I preach. This is God's will for his Word to be heralded afresh over and over. And you speak to each other the Word of God. This is one of the fundamental reasons for small groups in the church - to make the Word of God to us into the Word of God through us. Speak it to each other.
Does this mean that we can do away with prayer in those moments - that we can somehow open the eyes of the heart to see wonderful things out of God's Word because we are speaking it with conviction or persuasive argument or creative turns of phrase? That's not what Paul teaches. In that same book (Colossians 1:9-10) he prays - prays! - "We have not ceased to pray for you and to ask that you may be filled with the knowledge of His will in all spiritual wisdom and understanding . . . increasing in the knowledge of God."

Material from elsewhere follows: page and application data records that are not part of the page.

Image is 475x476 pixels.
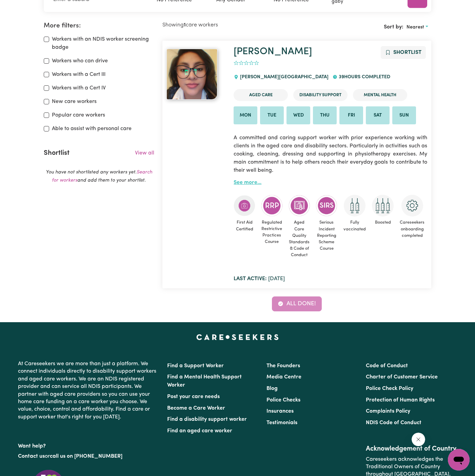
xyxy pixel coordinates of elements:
a: Post your care needs [167,394,220,399]
iframe: Close message [411,433,425,446]
a: Careseekers home page [196,335,279,340]
a: Charter of Customer Service [366,375,438,380]
a: Find a Mental Health Support Worker [167,375,242,388]
h2: Showing care workers [163,22,297,29]
span: Nearest [406,25,424,30]
a: See more... [234,180,261,185]
img: CS Academy: Aged Care Quality Standards & Code of Conduct course completed [288,195,310,217]
span: Careseekers onboarding completed [399,217,425,242]
span: [DATE] [234,276,284,282]
label: Workers with a Cert IV [52,84,106,92]
p: or [18,450,159,463]
span: Need any help? [4,5,41,10]
p: A committed and caring support worker with prior experience working with clients in the aged care... [234,130,427,179]
li: Available on Wed [286,107,310,125]
a: Blog [266,386,278,392]
a: View all [135,151,154,156]
a: Gaby Kathy [166,49,225,100]
a: Insurances [266,409,294,414]
div: add rating by typing an integer from 0 to 5 or pressing arrow keys [234,59,259,67]
a: Become a Care Worker [167,406,225,411]
b: 1 [184,23,186,28]
a: Search for workers [52,170,152,183]
img: Care and support worker has completed First Aid Certification [234,195,255,217]
div: 39 hours completed [332,68,394,87]
div: [PERSON_NAME][GEOGRAPHIC_DATA] [234,68,332,87]
a: Protection of Human Rights [366,398,435,403]
span: Regulated Restrictive Practices Course [261,217,282,248]
a: NDIS Code of Conduct [366,420,421,426]
a: [PERSON_NAME] [234,47,312,57]
a: Media Centre [266,375,301,380]
a: Police Checks [266,398,301,403]
span: Serious Incident Reporting Scheme Course [316,217,338,255]
li: Available on Thu [313,107,337,125]
img: CS Academy: Regulated Restrictive Practices course completed [261,195,282,216]
button: Add to shortlist [381,46,426,59]
li: Disability Support [293,89,348,101]
label: New care workers [52,97,97,106]
li: Available on Mon [234,107,258,125]
li: Available on Tue [260,107,284,125]
b: Last active: [234,276,267,282]
li: Available on Sat [366,107,389,125]
li: Available on Sun [392,107,416,125]
p: At Careseekers we are more than just a platform. We connect individuals directly to disability su... [18,358,159,424]
img: Care and support worker has received booster dose of COVID-19 vaccination [372,195,394,217]
span: Fully vaccinated [342,217,366,235]
a: Code of Conduct [366,363,408,369]
h2: Acknowledgement of Country [366,445,457,453]
h2: Shortlist [44,149,69,157]
label: Workers with an NDIS worker screening badge [52,35,154,51]
h2: More filters: [44,22,154,30]
a: Police Check Policy [366,386,413,392]
span: Shortlist [393,50,421,55]
a: Testimonials [266,420,298,426]
img: Care and support worker has received 2 doses of COVID-19 vaccine [344,195,365,217]
em: You have not shortlisted any workers yet. and add them to your shortlist. [46,170,152,183]
button: Sort search results [403,22,431,33]
iframe: Button to launch messaging window [448,449,469,471]
li: Mental Health [353,89,407,101]
span: First Aid Certified [234,217,255,235]
a: Contact us [18,454,45,459]
span: Aged Care Quality Standards & Code of Conduct [288,217,310,261]
span: Boosted [372,217,394,228]
a: Find a Support Worker [167,363,224,369]
a: Find a disability support worker [167,417,247,422]
p: Want help? [18,440,159,450]
span: Sort by: [384,24,403,30]
img: CS Academy: Serious Incident Reporting Scheme course completed [316,195,338,217]
img: View Gaby Kathy's profile [166,49,217,100]
label: Popular care workers [52,111,105,119]
a: Find an aged care worker [167,429,232,434]
img: CS Academy: Careseekers Onboarding course completed [401,195,423,217]
label: Able to assist with personal care [52,125,131,133]
a: call us on [PHONE_NUMBER] [50,454,123,459]
a: The Founders [266,363,300,369]
li: Available on Fri [339,107,363,125]
label: Workers who can drive [52,57,107,65]
li: Aged Care [234,89,288,101]
a: Complaints Policy [366,409,410,414]
label: Workers with a Cert III [52,70,106,79]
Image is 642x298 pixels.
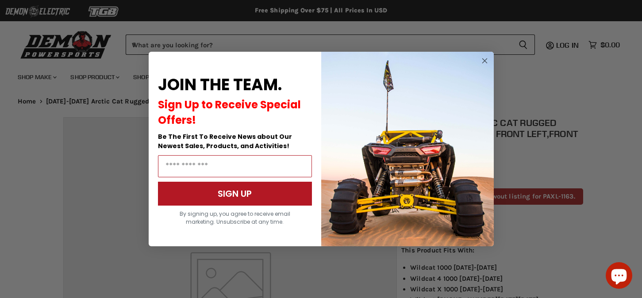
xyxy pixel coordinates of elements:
[158,97,301,127] span: Sign Up to Receive Special Offers!
[158,73,282,96] span: JOIN THE TEAM.
[158,132,292,150] span: Be The First To Receive News about Our Newest Sales, Products, and Activities!
[158,155,312,177] input: Email Address
[479,55,490,66] button: Close dialog
[158,182,312,206] button: SIGN UP
[180,210,290,226] span: By signing up, you agree to receive email marketing. Unsubscribe at any time.
[321,52,494,247] img: a9095488-b6e7-41ba-879d-588abfab540b.jpeg
[603,262,635,291] inbox-online-store-chat: Shopify online store chat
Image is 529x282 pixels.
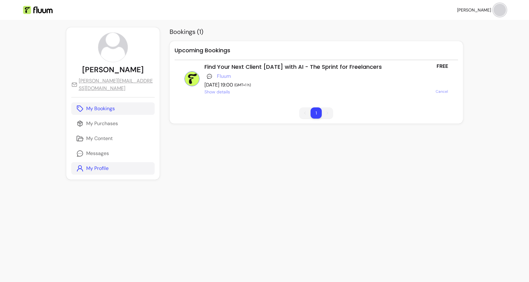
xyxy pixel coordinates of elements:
p: My Profile [86,165,109,172]
span: ( GMT+1 h ) [234,82,251,87]
p: My Content [86,135,113,142]
a: Messages [71,147,155,160]
img: avatar [98,33,128,62]
a: My Bookings [71,102,155,115]
span: Show details [204,89,230,95]
a: Fluum [217,72,231,80]
p: [PERSON_NAME] [82,65,144,75]
p: My Bookings [86,105,115,112]
li: pagination item 1 active [311,107,322,119]
span: Cancel [436,89,448,94]
img: Fluum Logo [23,6,53,14]
span: [PERSON_NAME] [457,7,491,13]
button: avatar[PERSON_NAME] [457,4,506,16]
p: Messages [86,150,109,157]
a: [PERSON_NAME][EMAIL_ADDRESS][DOMAIN_NAME] [71,77,155,92]
nav: pagination navigation [296,104,336,122]
div: Find Your Next Client [DATE] with AI - The Sprint for Freelancers [204,63,431,71]
p: FREE [437,63,448,70]
h2: Bookings ( 1 ) [170,27,463,36]
a: My Content [71,132,155,145]
h2: Upcoming Bookings [175,46,458,60]
p: My Purchases [86,120,118,127]
img: Picture of Fluum [184,71,199,86]
a: My Purchases [71,117,155,130]
a: My Profile [71,162,155,175]
p: [DATE] 19:00 [204,81,431,89]
span: Click to open Provider profile [217,72,231,80]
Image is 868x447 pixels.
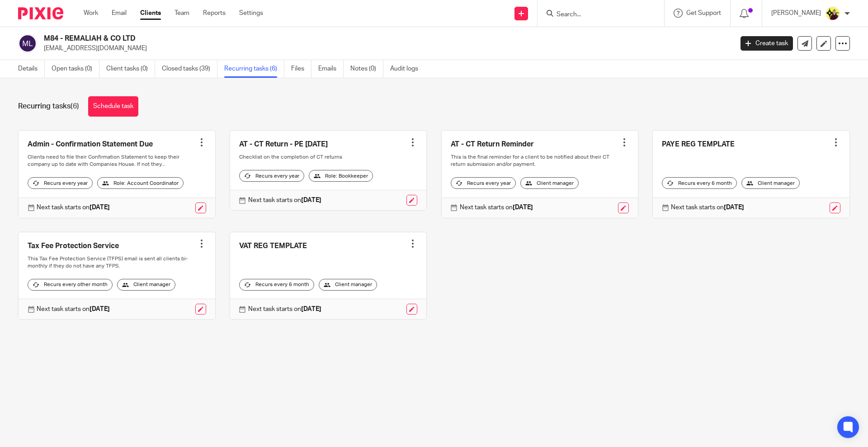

If knowing God and having spiritual wisdom and understanding were automatic when the Word of Christ dwells richly among us, then Paul would not need to pray earnestly for God to give it to us.
The Word and Prayer Together
So we have seen over and over: Prayer is indispensable if we would see the glory of God in the Word of God. But we have also seen that reading and study and ransacking and thinking and speaking the Word is also necessary. God has ordained that the eye-opening work of his Spirit always be combined with the mind-informing work of his Word. His aim is that we see the glory of God and that we reflect the glory of God. And so he opens our eyes when we are looking at the glory of God in the Word.
Read, study, ransack, think, speak, listen - and pray, "Open my eyes that I may behold wonderful things out of your Word."
(For further reflection, see Luke 24:45; Acts 16:14; 2 Kings 6:17; Matthew 16:17; 11:2-6; 11:27.)